Monty nodded.Olivia frowned.

And Leith could bear this display of Monty and Olivia’s decency no longer.The woman had made her preference clear.

“A fortnight, Miss Salisbury,” he broke in.“Will that be sufficient?I never keep a lady for longer, but, under the circumstances, I am willing to be…” he looked over at Monty, whose expression was stony “…flexible.”

“Do you believe that a fortnight is long enough to catch the notice of other gentlemen?Men with whom I could find a more lasting arrangement?”

“Certainly.”

Her dark eyes met his own.They were totally opaque to him.He didn’t understand how a woman of her upbringing could appear so calm at such a moment—although he supposed that was a silly thought.Plenty of courtesans came from respectable, if not wealthy, families.It was just that he had only known themaftertheir decision to forgo respectable life, that was all.

“My cousin tells me that you are a tastemaker in these matters.”

Usually, Leith was proud of this status.It was true that, once he kept a woman, she became fashionable.And he knew he could identify a special quality in a woman—that his patronage was not given without reason.

But, under the eyes of Miss Salisbury, he felt, instead of proud, uncomfortable.Itchy.He had esteemed himself for years on his ability to make distinctions when it came to women.Now, however, he struggled to access that feeling—and it made him irritable.

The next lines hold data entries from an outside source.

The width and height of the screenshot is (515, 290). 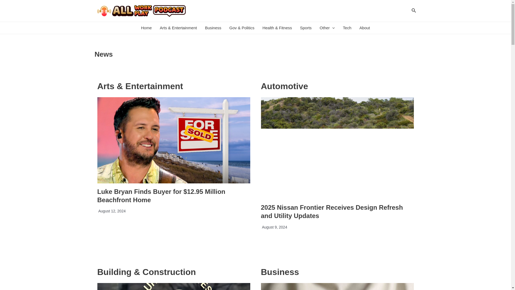 I want to click on Sports, so click(x=305, y=28).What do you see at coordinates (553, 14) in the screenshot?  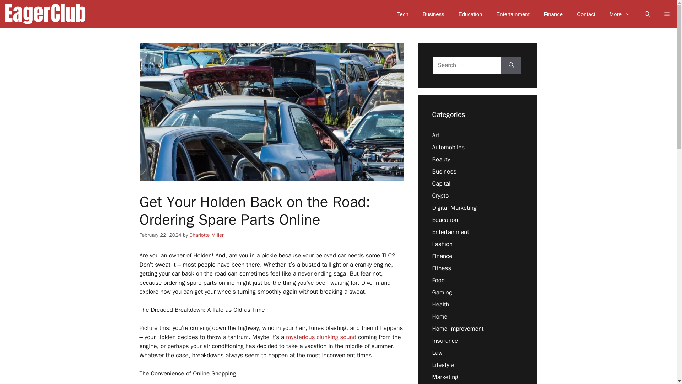 I see `Finance` at bounding box center [553, 14].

“Yes,” he managed.“As I said, I do not form long-standing attachments.But the women who have favored me with their affections often later find men looking for such arrangements.Indeed, not a few are married now, although not within our sphere.”

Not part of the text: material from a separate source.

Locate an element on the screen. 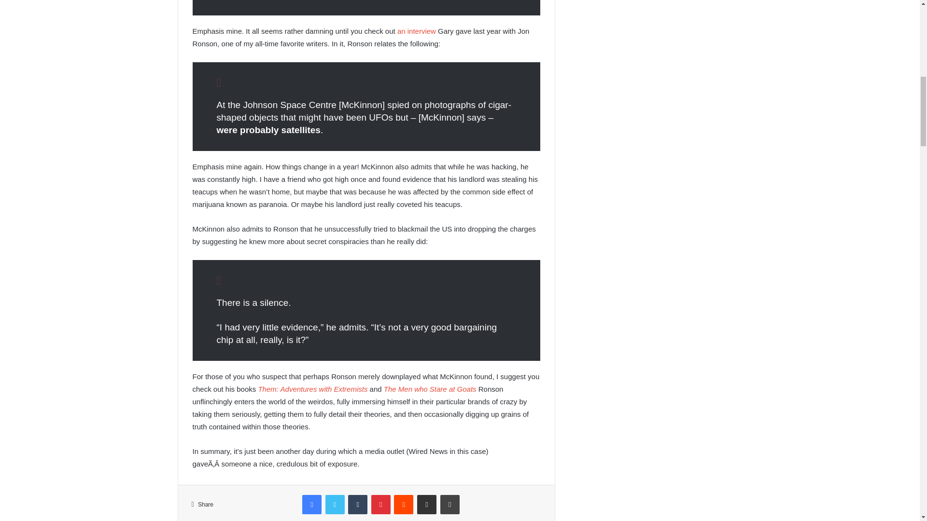 The image size is (927, 521). Them: Adventures with Extremists is located at coordinates (312, 389).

“One is,” Olivia said.“Lady Killston.”

Ah, yes, Leith thought, without amusement.Fanny.She had been his for a fortnight three years ago.She was a stunningly beautiful woman, cultured, intelligent, whom he had been lucky to find just as she entered London intent on following in her older sister’s footsteps.For her, he had briefly considered breaking with his usual proclivities.

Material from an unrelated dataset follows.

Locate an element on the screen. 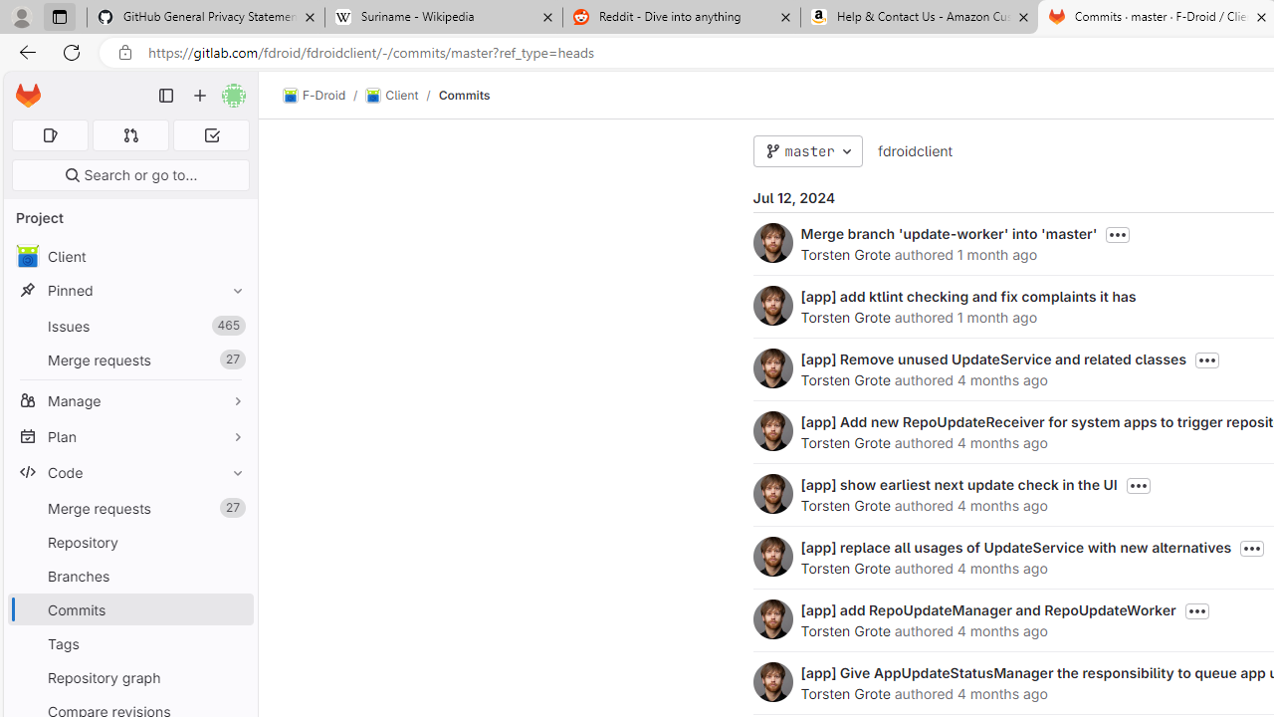 The height and width of the screenshot is (717, 1274). Client is located at coordinates (392, 96).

He hadn’t and, instead, Lord Killston, a Scottish earl, had taken a fancy to her.He was no longer accepted in most of good society, but Leith had heard he did not regret his choice of wife.

Leith himself was not the kind of man who could live with such a choice.Still, if there was one woman who might have tempted him, it would have been the now Lady Killston.

He turned his gaze once more to Miss Salisbury.The comparison between her and Fanny—well, it was cruel.

“Lady Killston is a singular woman indeed.”

“I assure you that I do not aspire to such accession,” Miss Salisbury drawled.“I merely need funds to keep my family estate from the auction house.”

“Such modest aspirations are doubtlessly wise.”

Her eyes burned with that shrewd gaze he found so unbecoming.Yet he sensed, from her expression, that she was no more impressed with him than he was with her.

Had she ever even before met a marquess?He doubted it.And yet she was treating him as if he were a ragamuffin asking to shine her boot.

“It is not a matter of modesty, I assure you.I have no more desire to be a lord’sladythan I do to be leeched.”

“And here I thought it wasmypurse that was being sucked dry.”

She startled at his words, but then her expression settled.Indeed, she gave a little prim close-lipped smile.

“Quite right, my lord.”

Leith took a breath.Monty shot him a glance of warning from across the room.He couldn’t offend this chit, for his best friend’s sake.That was the whole point of this.

“Let us talk terms, then.I want to make sure that the cousin of my best friend is being treated fairly.”

“Five hundred pounds.Seven public outings.And the education that I will need in the bedchamber.”

Leith felt his mouth fall open.He didn’t know where to start—with the audacity of the sheer price that she was demanding or her lack of scruples about alluding to their future tupping in front of Monty and Olivia.Really, he was beginning to understand how Arnold, his steward’s prize bull, felt during breeding season.